I might be biased since I’m a regular at Jyoti, but I’m a regular for a reason: the naan. I’ve tried the fancier Indian places in D.C. and have yet to find any that does it as well. Giant, chewy, crusty: It’s the ultimate in Indian carb. The aloo paratha is also fantastic. Rogan josh leans to the spicy side, although it is, of course, no vindaloo. Since I’m wimpy, I prefer the less-spicy chicken options­—makhanwala and masala are both reliable. The tikka, as it almost always is elsewhere, is fine if you like your chicken bone-dry; enlist chutney for help. Ambience here is near-perfect: not cheesy, not classy. It’s on the strip and outside tables do allow prime seating for the parade that is 18th Street NW, but at its heart, Jyoti is a neighborhood joint and service reflects that. Don’t be scared by the grumpy waiter who’s there just about every night. He’s a big softie inside, and once he knows you, he’ll serve up a “special” glass of wine—to the brim. It might not be a proper pour, but it is more bang for your buck.

Better Know a Sandwich Artist: Uma Mali

After six years working at the Subway in Cleveland Park (3520 Connecticut Ave. NW), you’d think manager Uma Mali would get sick of the airy bread, the pressed meats, the sliced cukes. But no. “I eat it every day. I never get tired of the sandwiches,” she says.

Today it was the veggie burger: “I like it. Some people don’t.” Her favorite is turkey with bacon. She’s tried all of them. Even the Big Philly Cheesesteak, which looks, even in the photograph in her shop, a bit lacking.
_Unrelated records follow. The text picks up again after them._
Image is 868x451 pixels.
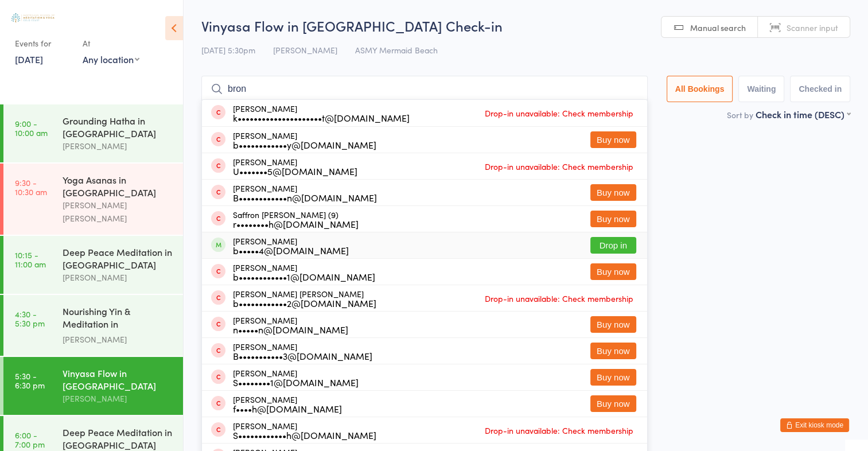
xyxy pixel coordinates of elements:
[233,236,349,255] div: [PERSON_NAME]
[482,104,636,121] span: Drop-in unavailable: Check membership
[62,367,173,392] div: Vinyasa Flow in [GEOGRAPHIC_DATA]
[83,34,139,53] div: At
[233,316,348,334] div: [PERSON_NAME]
[355,44,438,56] span: ASMY Mermaid Beach
[233,131,377,149] div: [PERSON_NAME]
[15,372,45,390] time: 5:30 - 6:30 pm
[15,178,47,196] time: 9:30 - 10:30 am
[482,422,636,439] span: Drop-in unavailable: Check membership
[233,167,358,176] div: U•••••••5@[DOMAIN_NAME]
[15,34,71,53] div: Events for
[3,104,183,162] a: 9:00 -10:00 amGrounding Hatha in [GEOGRAPHIC_DATA][PERSON_NAME]
[787,22,838,33] span: Scanner input
[690,22,746,33] span: Manual search
[15,119,48,137] time: 9:00 - 10:00 am
[83,53,139,66] div: Any location
[233,325,348,334] div: n•••••n@[DOMAIN_NAME]
[590,369,636,386] button: Buy now
[233,299,377,308] div: b••••••••••••2@[DOMAIN_NAME]
[233,140,377,149] div: b••••••••••••y@[DOMAIN_NAME]
[590,237,636,253] button: Drop in
[233,272,375,281] div: b••••••••••••1@[DOMAIN_NAME]
[233,104,409,122] div: [PERSON_NAME]
[201,75,648,102] input: Search
[62,139,173,153] div: [PERSON_NAME]
[590,211,636,227] button: Buy now
[233,290,377,308] div: [PERSON_NAME] [PERSON_NAME]
[3,295,183,356] a: 4:30 -5:30 pmNourishing Yin & Meditation in [GEOGRAPHIC_DATA][PERSON_NAME]
[590,343,636,359] button: Buy now
[590,263,636,280] button: Buy now
[11,13,54,22] img: Australian School of Meditation & Yoga (Gold Coast)
[15,309,45,328] time: 4:30 - 5:30 pm
[233,342,372,360] div: [PERSON_NAME]
[15,53,43,66] a: [DATE]
[62,114,173,139] div: Grounding Hatha in [GEOGRAPHIC_DATA]
[755,108,850,121] div: Check in time (DESC)
[62,271,173,284] div: [PERSON_NAME]
[233,219,358,228] div: r••••••••h@[DOMAIN_NAME]
[62,392,173,405] div: [PERSON_NAME]
[62,333,173,346] div: [PERSON_NAME]
[233,193,377,202] div: B••••••••••••n@[DOMAIN_NAME]
[233,404,342,414] div: f••••h@[DOMAIN_NAME]
[3,236,183,294] a: 10:15 -11:00 amDeep Peace Meditation in [GEOGRAPHIC_DATA][PERSON_NAME]
[3,163,183,235] a: 9:30 -10:30 amYoga Asanas in [GEOGRAPHIC_DATA][PERSON_NAME] [PERSON_NAME]
[62,246,173,271] div: Deep Peace Meditation in [GEOGRAPHIC_DATA]
[780,418,849,432] button: Exit kiosk mode
[15,431,45,449] time: 6:00 - 7:00 pm
[233,377,358,387] div: S••••••••1@[DOMAIN_NAME]
[201,16,850,35] h2: Vinyasa Flow in [GEOGRAPHIC_DATA] Check-in
[590,395,636,412] button: Buy now
[590,184,636,201] button: Buy now
[273,44,337,56] span: [PERSON_NAME]
[233,113,409,122] div: k•••••••••••••••••••••t@[DOMAIN_NAME]
[233,158,358,176] div: [PERSON_NAME]
[482,290,636,307] span: Drop-in unavailable: Check membership
[790,75,850,102] button: Checked in
[62,173,173,199] div: Yoga Asanas in [GEOGRAPHIC_DATA]
[15,250,46,268] time: 10:15 - 11:00 am
[590,316,636,333] button: Buy now
[201,44,255,56] span: [DATE] 5:30pm
[233,246,349,255] div: b•••••4@[DOMAIN_NAME]
[590,131,636,148] button: Buy now
[62,426,173,451] div: Deep Peace Meditation in [GEOGRAPHIC_DATA]
[62,305,173,333] div: Nourishing Yin & Meditation in [GEOGRAPHIC_DATA]
[233,263,375,281] div: [PERSON_NAME]
[482,158,636,175] span: Drop-in unavailable: Check membership
[233,210,358,228] div: Saffron [PERSON_NAME] (9)
[233,395,342,414] div: [PERSON_NAME]
[738,75,784,102] button: Waiting
[233,368,358,387] div: [PERSON_NAME]
[233,184,377,202] div: [PERSON_NAME]
[233,351,372,360] div: B•••••••••••3@[DOMAIN_NAME]
[3,357,183,415] a: 5:30 -6:30 pmVinyasa Flow in [GEOGRAPHIC_DATA][PERSON_NAME]
[62,199,173,225] div: [PERSON_NAME] [PERSON_NAME]
[233,421,377,440] div: [PERSON_NAME]
[233,431,377,440] div: S••••••••••••h@[DOMAIN_NAME]
[727,109,753,121] label: Sort by
[667,75,733,102] button: All Bookings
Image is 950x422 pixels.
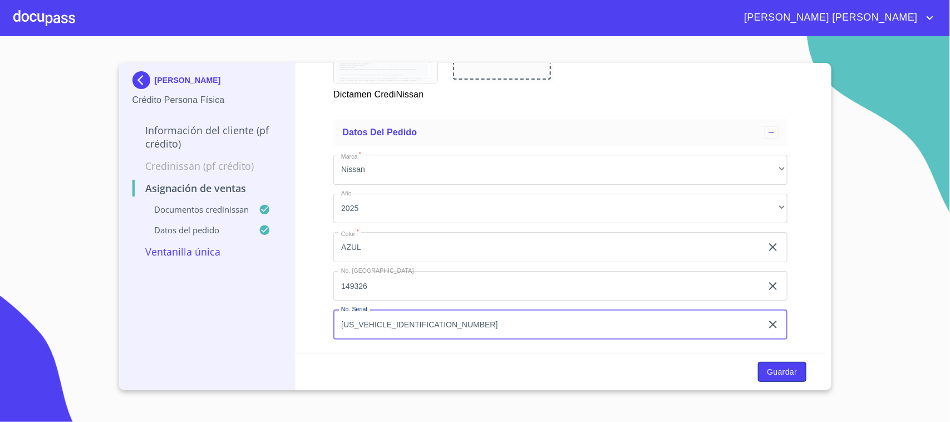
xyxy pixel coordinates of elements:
[767,240,780,254] button: clear input
[333,83,437,101] p: Dictamen CrediNissan
[132,159,282,173] p: Credinissan (PF crédito)
[132,94,282,107] p: Crédito Persona Física
[132,181,282,195] p: Asignación de Ventas
[758,362,806,382] button: Guardar
[342,127,417,137] span: Datos del pedido
[736,9,937,27] button: account of current user
[132,71,155,89] img: Docupass spot blue
[155,76,221,85] p: [PERSON_NAME]
[333,155,788,185] div: Nissan
[767,365,797,379] span: Guardar
[132,245,282,258] p: Ventanilla única
[767,318,780,331] button: clear input
[333,194,788,224] div: 2025
[736,9,923,27] span: [PERSON_NAME] [PERSON_NAME]
[767,279,780,293] button: clear input
[132,71,282,94] div: [PERSON_NAME]
[333,119,788,146] div: Datos del pedido
[132,204,259,215] p: Documentos CrediNissan
[132,224,259,235] p: Datos del pedido
[132,124,282,150] p: Información del cliente (PF crédito)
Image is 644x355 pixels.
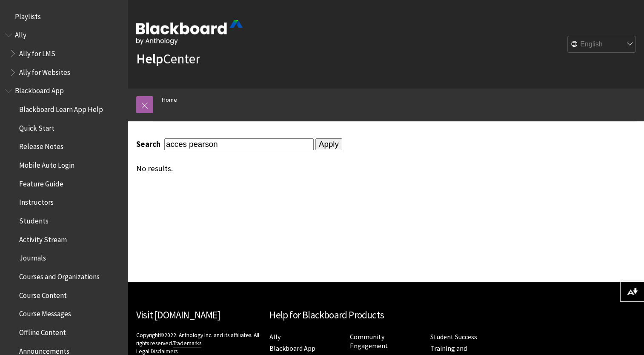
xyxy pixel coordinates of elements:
[19,157,74,169] span: Mobile Auto Login
[173,340,201,347] a: Trademarks
[19,269,100,281] span: Courses and Organizations
[19,325,66,336] span: Offline Content
[19,46,55,58] span: Ally for LMS
[136,50,200,67] a: HelpCenter
[19,176,63,188] span: Feature Guide
[14,83,64,95] span: Blackboard App
[19,214,49,225] span: Students
[136,50,163,67] strong: Help
[430,332,477,341] a: Student Success
[350,332,388,350] a: Community Engagement
[19,251,46,262] span: Journals
[19,121,55,132] span: Quick Start
[19,102,103,113] span: Blackboard Learn App Help
[136,20,243,44] img: Blackboard by Anthology
[19,232,66,243] span: Activity Stream
[5,9,123,24] nav: Book outline for Playlists
[269,332,280,341] a: Ally
[19,195,54,207] span: Instructors
[19,140,63,151] span: Release Notes
[568,36,636,53] select: Site Language Selector
[136,139,163,149] label: Search
[19,65,70,77] span: Ally for Websites
[269,344,315,352] a: Blackboard App
[5,28,123,79] nav: Book outline for Anthology Ally Help
[315,138,342,150] input: Apply
[14,9,41,20] span: Playlists
[19,306,71,318] span: Course Messages
[162,94,177,105] a: Home
[14,28,26,39] span: Ally
[136,308,220,321] a: Visit [DOMAIN_NAME]
[136,163,509,173] div: No results.
[269,307,503,323] h2: Help for Blackboard Products
[19,288,66,300] span: Course Content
Her boss, the franchisee, has a loyalist on the payroll for sure, although he initally wanted to hire her husband. “He [my husband] worked for him in Virginia and when he was going to open this one, he called my husband. But my husband had a job” (he works as a cook at a Marriott). Before Eating Fresh full-time, Mali mostly babysat. She commutes from Gaithersburg and works 50 hours a week. She has two boys, 16 and 12. Like Georgetown sandwich artist Shuva Sharma, Mali is originally from Nepal. “People know people,” she says about the Nepalese domination of Subway franchises in D.C. Unlike Shuva Sharma, she allowed her picture to be taken.

Popcorn Vendor Hates Popcorn

If you had to stand in a 3-foot-by-3-foot vending cart all day, pouring butter and cheese powder over popped corn five days a week, you’d hate it too. “It’s like if you worked at McDonald’s. Maybe you’d eat it for a week, but after that?…,” says the owner and chef at Fresh Popcorn for All Ocassions by Mike, Michael Habteselas.

Habteselas, 52, has been dishing out corn for 14 years in the District. He used to come in from Arlington. Now he lives with his wife and four children in Fairfax. Three days a week he’s at 7th and Maryland SE; two days a week he’s here on New Jersey Avenue by the Navy Yard and Nationals Stadium. At lunchtime, there’s a line at least a dozen people deep that doesn’t let up. Maybe it’s the lack of choices in the neighborhood. Maybe it’s Mike’s sunny disposition. Maybe people just really love freshly popped corn.

“I wish I had a place like that,” he says, pointing to the popular Subway across the street. “I’d do coffee, though,” he says. He’s got experience: Until a year or two ago, he did coffee out of a cart in the a.m. and popcorn in the p.m. Then Starbucks moved in and, well, he wanted to spend more time going over his kids’ homework with them, anyway. He carts the schoolbooks they don’t need to work with him in a cardboard box and studies up so he’s on top of what they’re learning.

“Who’s got chemistry,” I ask, taking a look. “The 9th grader.” How’s her grades? “Straight A’s….They do good. All of them,” he says. “I do this four or five hours a day because it’s a living, but I like to be home with them.”